The location and appearance of the stitch welds that attach the front and rear pads and the floorplate retainer stirups are again identical on all 13 mags.
Finally, the floorplate keeper buttons are flat in profile on ALL 13 mags.
Photos of my mags:
"Short tab" mags on left:
Note the "6" in "36" is raised a bit on all of the mag bodies, including the two "short tab" mags at left:
Pads and pad welds are the same . . .
. . . as are the front pads:
Same for the stiffening ribs:
Closeup of the floorplates:
Closeup of followers:
The reason that I can say with certainty that ALL 13 of the S&W 76 magazines in my posession are genuine is due to where and when I got them. All 13 that I own came from a dealer/gunsmith in my hometown who bought them in late 1970 or early 1971 as part of an order of three S&W 76 subguns and 30-some magazines, one for himself and two for eventual sale. For years I used to "hang out" at this dealer/gunsmith's shop in his basement, and was his extra pair of hands, gunshow table-sitter, and shop cleaning person, getting paid in boxes of 22LR ammo. He bought the three S&W 76s and the mags when I was a junior in HS. I got to fire his 76 a few times, the last being shortly before I left for Parris Island in August of 1972.
The dealer passed away in 1978, and I attended the estate sale and among other things purchased the 13 S&W 76 mags in a "mixed lot" carton of M14, M1911, and M1 Carbine magazines and other items. Nobody bid on the box, and the opening bid was $20 and I bid that and won. I was interested in the M1 Carbine and M1911 magazines but held onto the M14 and S&W 76 mags "just in case."
Since the gunsmith/dealer bought the 13 mags from S&W, and the mag bodies are IDENTICAL with only the floorplates being different, I am 100% confident that regardless of the difference in floorplates, all 13 mags are the "real deal."

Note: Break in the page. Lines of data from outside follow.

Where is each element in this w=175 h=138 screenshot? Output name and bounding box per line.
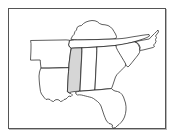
map-figure: KentuckyTennesseeArkansasLouisianaMissis… bbox=[0, 0, 175, 138]
state-florida[interactable]: Florida bbox=[76, 89, 127, 128]
state-kentucky[interactable]: Kentucky bbox=[71, 21, 117, 41]
southeast-us-map[interactable]: KentuckyTennesseeArkansasLouisianaMissis… bbox=[9, 9, 167, 130]
state-arkansas[interactable]: Arkansas bbox=[31, 40, 72, 68]
map-frame-border: KentuckyTennesseeArkansasLouisianaMissis… bbox=[8, 8, 166, 129]
states-layer: KentuckyTennesseeArkansasLouisianaMissis… bbox=[31, 21, 159, 129]
state-alabama[interactable]: Alabama bbox=[80, 47, 97, 91]
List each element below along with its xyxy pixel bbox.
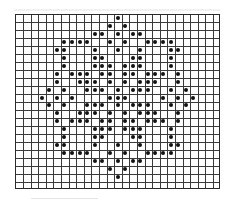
pattern-dot (40, 96, 44, 100)
pattern-dot (138, 88, 142, 92)
pattern-dot (131, 127, 135, 131)
pattern-dot (191, 96, 195, 100)
pattern-dot (93, 48, 97, 52)
pattern-dot (55, 111, 59, 115)
pattern-dot (100, 159, 104, 163)
pattern-dot (153, 111, 157, 115)
pattern-dot (70, 72, 74, 76)
pattern-dot (93, 56, 97, 60)
pattern-dot (93, 80, 97, 84)
grid-row-line (16, 22, 219, 23)
pattern-dot (62, 48, 66, 52)
pattern-dot (176, 111, 180, 115)
grid-row-line (16, 150, 219, 151)
pattern-dot (131, 64, 135, 68)
pattern-dot (176, 48, 180, 52)
pattern-dot (62, 135, 66, 139)
grid-row-line (16, 126, 219, 127)
stitch-pattern-chart (15, 14, 220, 189)
pattern-dot (123, 167, 127, 171)
pattern-dot (108, 127, 112, 131)
pattern-dot (100, 127, 104, 131)
pattern-dot (123, 127, 127, 131)
pattern-dot (116, 175, 120, 179)
pattern-dot (62, 143, 66, 147)
pattern-dot (62, 56, 66, 60)
pattern-dot (78, 72, 82, 76)
pattern-dot (123, 72, 127, 76)
pattern-dot (100, 135, 104, 139)
pattern-dot (146, 72, 150, 76)
pattern-dot (108, 40, 112, 44)
pattern-dot (138, 127, 142, 131)
pattern-dot (146, 111, 150, 115)
pattern-dot (176, 80, 180, 84)
pattern-dot (108, 80, 112, 84)
pattern-dot (169, 64, 173, 68)
pattern-dot (131, 119, 135, 123)
grid-row-line (16, 54, 219, 55)
pattern-dot (153, 119, 157, 123)
pattern-dot (153, 72, 157, 76)
pattern-dot (78, 151, 82, 155)
pattern-dot (131, 103, 135, 107)
pattern-dot (123, 96, 127, 100)
pattern-dot (161, 96, 165, 100)
pattern-dot (108, 72, 112, 76)
pattern-dot (108, 151, 112, 155)
pattern-dot (153, 80, 157, 84)
pattern-dot (55, 72, 59, 76)
pattern-dot (123, 64, 127, 68)
pattern-dot (78, 80, 82, 84)
pattern-dot (93, 64, 97, 68)
pattern-dot (108, 119, 112, 123)
pattern-dot (108, 64, 112, 68)
pattern-dot (146, 80, 150, 84)
pattern-dot (138, 111, 142, 115)
pattern-dot (138, 143, 142, 147)
pattern-dot (100, 32, 104, 36)
pattern-dot (55, 80, 59, 84)
pattern-dot (116, 16, 120, 20)
pattern-dot (100, 64, 104, 68)
pattern-dot (176, 72, 180, 76)
grid-row-line (16, 86, 219, 87)
pattern-dot (100, 103, 104, 107)
pattern-dot (116, 159, 120, 163)
pattern-dot (93, 135, 97, 139)
pattern-dot (161, 151, 165, 155)
pattern-dot (123, 119, 127, 123)
pattern-dot (138, 159, 142, 163)
pattern-dot (85, 72, 89, 76)
pattern-dot (138, 103, 142, 107)
grid-row-line (16, 134, 219, 135)
pattern-dot (62, 103, 66, 107)
pattern-dot (78, 111, 82, 115)
pattern-dot (138, 48, 142, 52)
pattern-dot (161, 119, 165, 123)
faint-underline-artifact (31, 198, 98, 199)
pattern-dot (85, 88, 89, 92)
pattern-dot (153, 151, 157, 155)
grid-row-line (16, 78, 219, 79)
pattern-dot (169, 135, 173, 139)
pattern-dot (131, 135, 135, 139)
pattern-dot (131, 88, 135, 92)
pattern-dot (93, 143, 97, 147)
pattern-dot (108, 96, 112, 100)
pattern-dot (55, 119, 59, 123)
pattern-dot (131, 159, 135, 163)
pattern-dot (78, 40, 82, 44)
pattern-dot (116, 88, 120, 92)
pattern-dot (85, 80, 89, 84)
pattern-dot (116, 48, 120, 52)
pattern-dot (123, 80, 127, 84)
pattern-dot (47, 88, 51, 92)
pattern-dot (138, 135, 142, 139)
pattern-dot (176, 96, 180, 100)
pattern-dot (184, 88, 188, 92)
pattern-dot (169, 56, 173, 60)
pattern-dot (78, 119, 82, 123)
pattern-dot (146, 103, 150, 107)
pattern-dot (85, 119, 89, 123)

Last year I purchased 10 more S&W 76 mags with the long tab floorplate, and they are identical to the "long tab" mags that I got from the deceased dealer's estate sale.

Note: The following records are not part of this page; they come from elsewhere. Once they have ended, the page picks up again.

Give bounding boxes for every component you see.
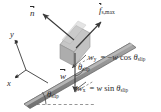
axis-y-label: y: [10, 30, 14, 39]
wx-equation-label: wx = w sin θslip: [77, 84, 128, 93]
coordinate-axes: [15, 40, 48, 83]
weight-label: w: [60, 72, 66, 81]
normal-force-vector: [43, 14, 74, 40]
normal-force-label: n: [30, 9, 35, 18]
inclined-plane-diagram: n fs,max w y x θslip θslip wy = −w cos θ…: [0, 0, 161, 112]
theta-slip-base-label: θslip: [47, 90, 59, 99]
wy-equation-label: wy = −w cos θslip: [88, 53, 145, 62]
axis-x-label: x: [7, 79, 11, 88]
theta-slip-block-label: θslip: [78, 63, 90, 72]
static-friction-label: fs,max: [99, 6, 115, 16]
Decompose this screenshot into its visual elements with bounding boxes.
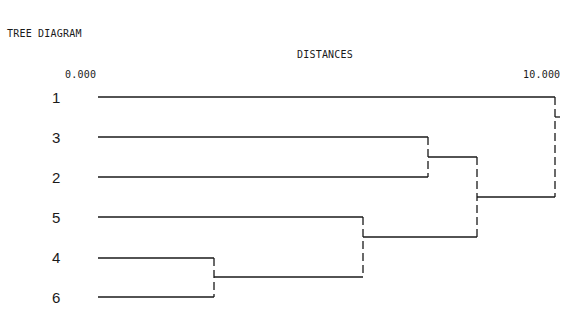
dendrogram-plot bbox=[0, 0, 586, 325]
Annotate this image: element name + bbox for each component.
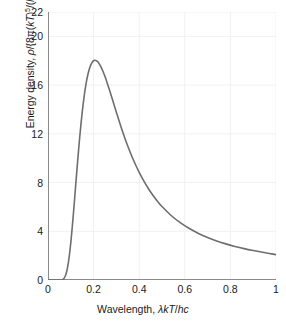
plot-svg — [48, 12, 276, 280]
y-tick-label: 4 — [21, 226, 43, 236]
plot-area — [48, 12, 276, 280]
y-tick-label: 12 — [21, 129, 43, 139]
x-tick-label: 0.4 — [124, 284, 154, 295]
x-tick-label: 0.2 — [79, 284, 109, 295]
planck-distribution-chart: Energy density, ρ/{8π(kT)5/(hc)4} Wavele… — [0, 0, 286, 326]
y-tick-label: 16 — [21, 80, 43, 90]
x-tick-label: 1 — [261, 284, 286, 295]
x-tick-label: 0 — [33, 284, 63, 295]
x-axis-label: Wavelength, λkT/hc — [0, 303, 286, 315]
gridlines — [48, 12, 276, 280]
x-tick-label: 0.8 — [215, 284, 245, 295]
y-tick-label: 20 — [21, 31, 43, 41]
x-tick-label: 0.6 — [170, 284, 200, 295]
y-tick-label: 22 — [21, 7, 43, 17]
y-tick-label: 8 — [21, 178, 43, 188]
planck-curve — [48, 60, 276, 280]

If the "long tab" S&W 76 mags are fakes, somebody went to A LOT of trouble back in the early 70s to exactly counterfeit everything but the floorplates. As an MG dealer told me a few years ago, it's his opinion that S&W likely made the floorplate tab longer on subsequent mag orders so that the longer tab could be used as a disassembly tool (screwdriver) in removing the handgrip screw.
William of Occam stated in so many words that "the simplest explanation is most often the correct one," (Occam's Razor). Given the provenance of my 13 S&W 76 magazines that were all purchased by the same dealer in the early 70s, and that S&W likely changed the floorplate design at some point, and that all 13 of my S&W 76 mags run without fault 100% of the time, I can only conclude that they are genuine.